Quicker than you could say Whitewater, things went bad. In Clint Eastwood's Absolute Power (1997), Gene Hackman plays an adulterous president so craven, corrupt, and disgusting that he screws his best friend's wife, beats her up, and has his Secret Service agents blow her away when she tries to defend herself with a letter opener. In Murder at 1600 (1997), not only the president but his son is playing pocket-the-veto with another soon-to-be murder victim.

Then there were the blockbusting movies that reflected badly on our noncombatant commander-in-chief. Bill Paxton played a Medal of Honor-winning president who kicks alien butt and saves the planet in Independence Day (1996). Harrison Ford played a Medal of Honor-winning president who kicks terrorist butt and saves his family in Air Force One (1997). Bill Clinton was looking more and more like Merton Muffley.

Okay, that's a wrap

Air Force One It's satisfying to watch the president dangle 12,000 feet above the surface of the earth from an airplane or lead a wing of F-16s in an attack on a mother ship the size of Utah, but we know these are only fantasies. The more troubling question is whether the presidency itself isn't a fantasy. Ever since Woody Allen morphed himself into footage of Herbert Hoover and the like in Zelig (1983), such filmmakers as Oliver Stone in JFK (1991) and Robert Zemeckis in Forrest Gump (1994) have been blurring the line between reality and special effects by using images of politicians to further their big-screen fantasies. In Contact (1997) Zemeckis incorporated an actual Clinton press conference -- over the objections of the president, who didn't want to be a part of someone else's film. The lessons were clear: if real-life politics isn't a movie, it can certainly be made to look like one; and even the president is no longer powerful enough to be his own director.

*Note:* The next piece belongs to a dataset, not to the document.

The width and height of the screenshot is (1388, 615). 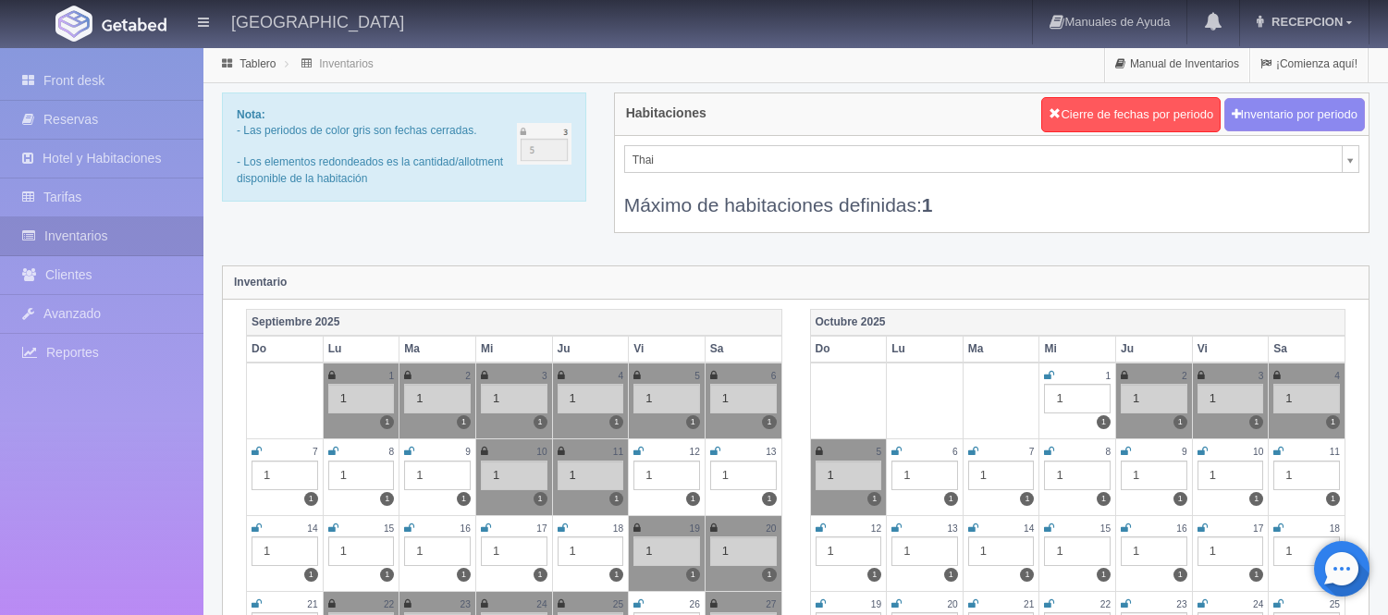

Wag the Dog is the most extreme example yet of the White House as just another Hollywood set. At least Barry Levinson's film let us in on the joke. But it couldn't compete with the soap opera of Clinton's real life -- which is probably why, except in Washington, the box office for Wag the Dog dropped after the Monica Lewinsky story broke. And why the people adapting Primary Colors (set to open March 20), which looked such a surefire hit just weeks ago, are worried. The high jinks of campaign '92 seem a little stale these days, and why watch a fictionalized version of presidential peccadilloes when the real thing is available for free on TV and is a lot more entertaining? Hollywood has finally figured out that the presidency is indeed just another movie. Now it has to discover how to turn out better movies than the White House is making.